A bill introduced in the Pennsylvania House on Sept. 17, 2025 would create a new Chapter 30 in Title 23 of the Pennsylvania Consolidated Statutes to allow courts to reinstate parental rights for parents whose rights were previously terminated by an agency and to set procedures, timelines and evidentiary standards for those petitions.
The measure, introduced by Representatives Krajewski, Delozier, Waxman, Hill-Evans, Webster, McNeill, Samuelson, Rivera, Sanchez, Fiedler, Cepeda-Freytiz, Howard and Hohenstein and referred to the Committee on Children and Youth on Sept. 22, 2025, lays out who may file a petition, the required contents of the petition, which parties must receive notice and the standard of proof the petitioner must meet.
Under the bill, petitions to reinstate parental rights may be filed by the agency, the child (or the child's attorney) or the former parent (or that parent's attorney) when the original termination was agency-initiated and the termination order is final. A petition is permitted only after at least one year has passed since the termination order, or if the child is at least 17 years old, and if one of several conditions applies — for example, the child has not been adopted, the child is in agency custody, or a related petition concerning the adoptive parent has been or will be filed.
The bill requires the petition to include identifying information for the petitioner, the former parent and the child; a statement of the grounds on which the original termination was entered; a summary of facts the petitioner believes show the former parent is willing and able to provide day-to-day care and maintain the child's health, safety and welfare; and, if the child is 12 or older, whether the child consents (or an averment that the child's position cannot be ascertained).
The court must serve notice on the child or the child's representative, the agency attorney, the child's attorney, the former parent (if not the petitioner), the adoptive parent unless parental rights have already been terminated, and, when applicable, the tribal service agent under the Indian Child Welfare Act of 1978. The court must appoint counsel or a guardian ad litem to represent the child and must appoint counsel for a former parent if the court determines the former parent cannot afford counsel or that payment would cause substantial financial hardship.
Procedural timelines are specified: a prehearing conference must be held no later than 30 days after filing to confirm compliance with petition and representation requirements and to resolve discovery; if requirements are met, the court must schedule an evidentiary hearing not later than 60 days after the prehearing conference and must hold the hearing within that 60-day window. The petitioner bears the burden of proof. The bill states that, subject to additional considerations for children under 12, a court may grant reinstatement only if it finds by clear and convincing evidence that reinstatement is in the child's best interest, one of the enumerated conditions about adoption or custody is met, the child (if 12 or older) consents and the former parent is willing and able to care for the child.
If the child has been adopted, the bill requires the consent of the adoptive parent and, for children age 12 or older, the child's consent. The bill sets rules for consents to reinstatement executed by adoptive parents, including a 30-day revocation period after execution (with narrower windows and standards for challenging consent for fraud or duress), formal witness or notarization requirements, and prescribed language that must appear in the consent form.
The bill requires courts to issue written orders within 30 days after the hearing, with findings and detailed reasons when granting or denying the petition. If the petition is granted, the court must state that the former parent's legal rights, powers and obligations regarding custody, care and support are reinstated. If denied, the order must prohibit filing another petition regarding the same former parent's rights before the first anniversary of the denial.
The measure includes several related amendments: it adds a provision allowing attachment of original consents to petitions confirming consent to reinstatement; it amends the petition-for-involuntary-termination section so that certain petitioners need not aver that adoption is presently contemplated; and it adds retroactivity language stating the reinstatement chapter applies retroactively to any child under the court’s jurisdiction at the time of the hearing regardless of when parental rights were terminated. The bill also states that a parent whose rights are reinstated is not liable for child support or costs of services provided to the child for the period from the date of termination to the date of reinstatement.
Next steps: House Bill 133 was referred to the House Committee on Children and Youth; if it advances from committee it would need to pass the House and Senate and be signed by the governor before becoming law. The bill includes an effective-date provision stating it would take effect 60 days after enactment.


WHAT THE TASK REQUIRES:
The range runs from the line containing "Show the detection" to the last line of the entries. Restate those lines word for word, without the pictures.

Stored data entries
□ □ □

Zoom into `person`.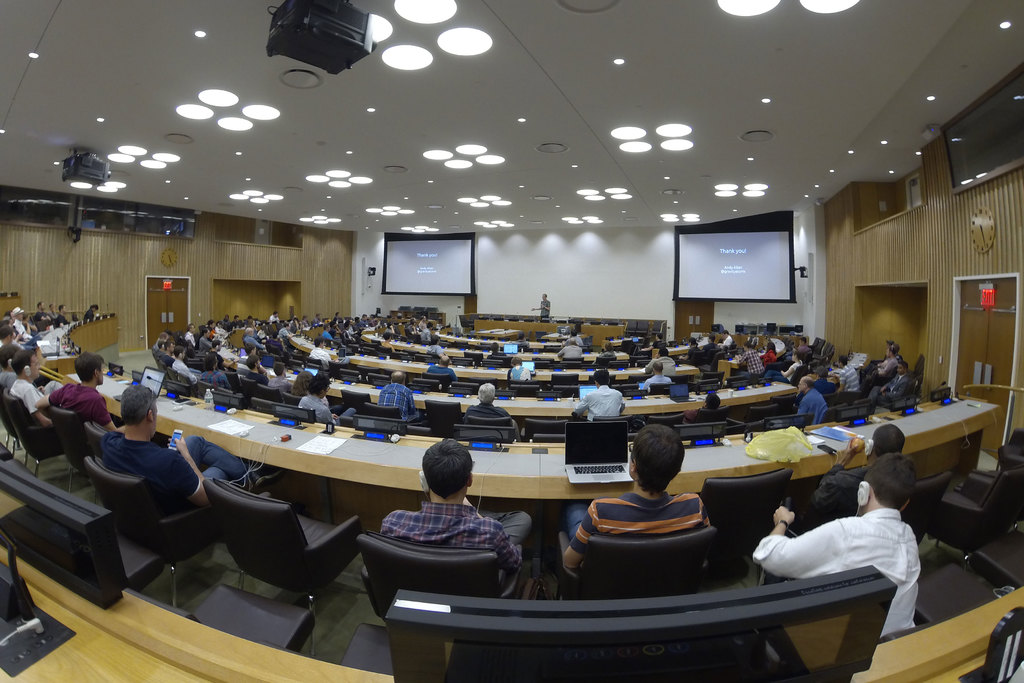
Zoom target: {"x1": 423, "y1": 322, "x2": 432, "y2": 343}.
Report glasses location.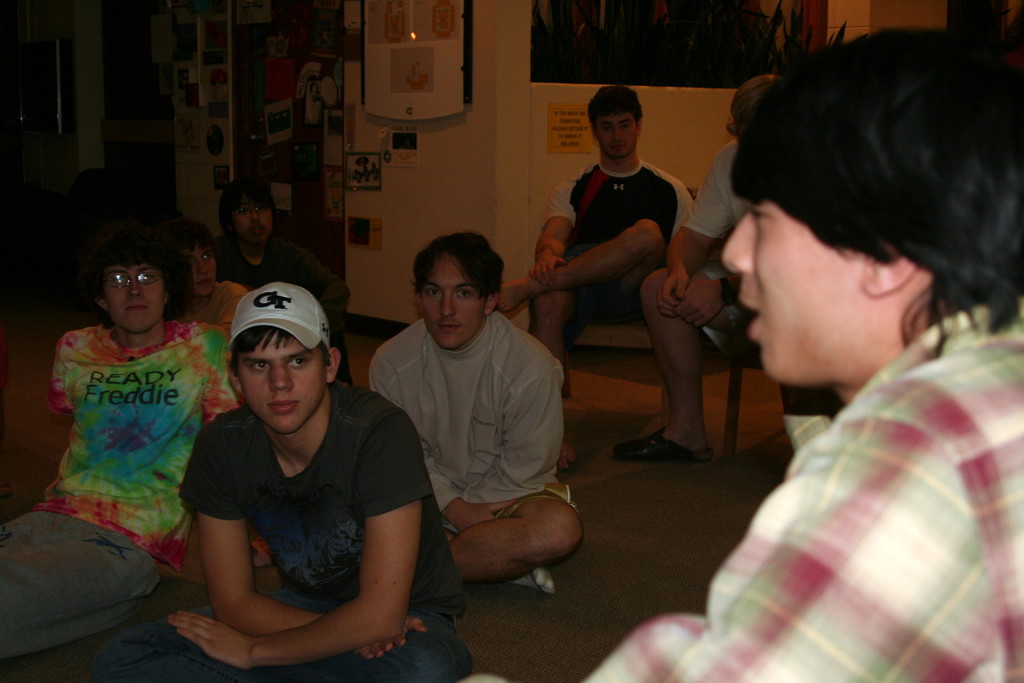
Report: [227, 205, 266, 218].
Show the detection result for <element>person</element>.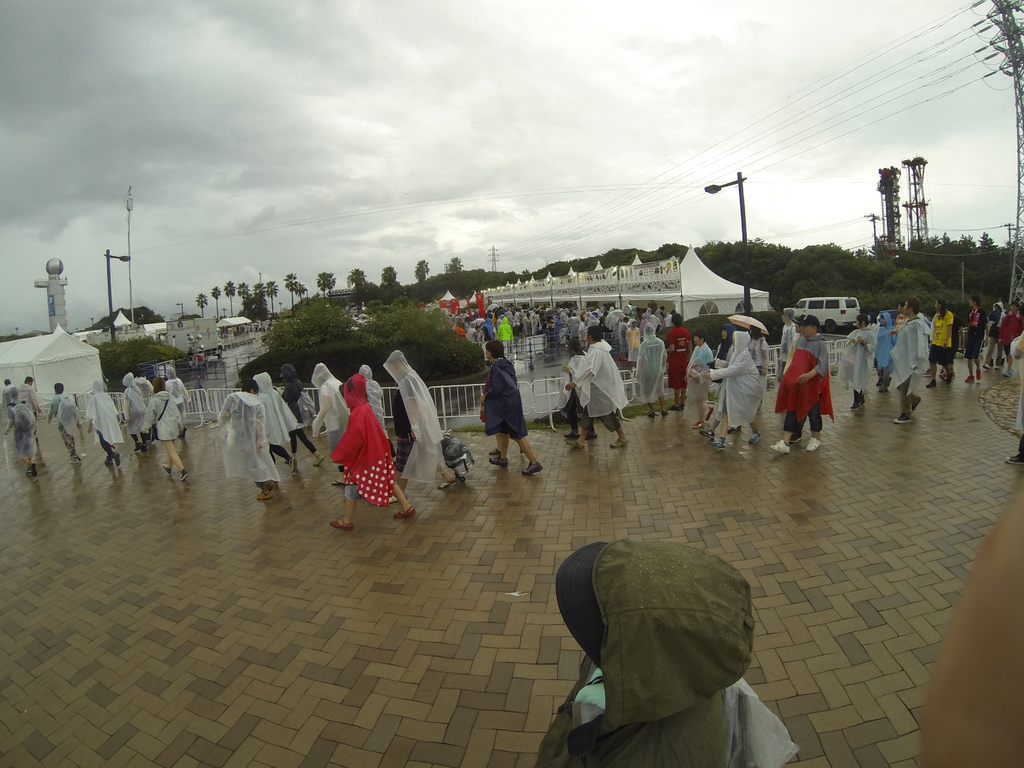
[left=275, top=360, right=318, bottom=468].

□ □ □

EXERCISE RESULT:
Show the detection result for <element>person</element>.
[left=275, top=360, right=318, bottom=468].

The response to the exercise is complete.